I disagree with Rudd on two counts - social and technical. I think the social aspects have been argued to some point, and will continue to be, so I will put my thoughts on this topic on paper from a technical point of view.
It is simply too expensive, impractical, unsustainable if not impossible to implement a blanket filter across all ISPs. Besides, any person who really wants to bypass the filter can easily do so without having to opt-out (the government, fortunately, cannot filter encrypted SSH traffic through which you can tunnel web traffic aka porn if so desired - and filtering SSH traffic would be a big hurt for the ICT industry which means it won't happen).
I once read that every week (or day perhaps) there are 600 porn sites going up. How the operators of such a filter plan to keep up still puzzles me. If they decide to use a heuristic algorithm to determine whether a site is porn or not, how will they ensure that legitimate pages (e.g., the human body) are not filtered? Will Australian students have to ask their parents to ask the government to opt-out of a porn filter for study? Won't this factor in itself render the filter moot, as it could become a trend to say that one needs no filter for study...or 'study'?

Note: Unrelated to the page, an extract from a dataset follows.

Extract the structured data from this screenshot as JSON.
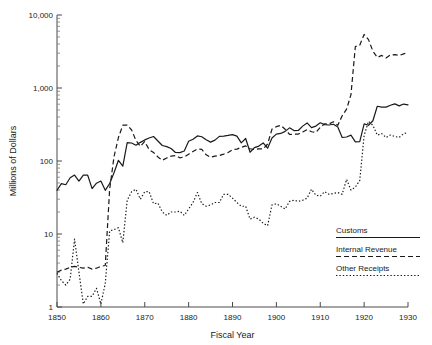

How does the government plan to implement an opt-out scheme? Is this filter going to be centralised so that people can be mobile - resulting in a bottleneck in terms of internet traffic? Or will it be at ISP level, incurring cost on private business who would have to maintain these filters on behalf of the government?
I cite the case of Tom Wood, a 16 year old Melbourne student, who broke the recent million-dollar NetAlert filter in a matter of minutes. Every system is bypassable by a determined individual.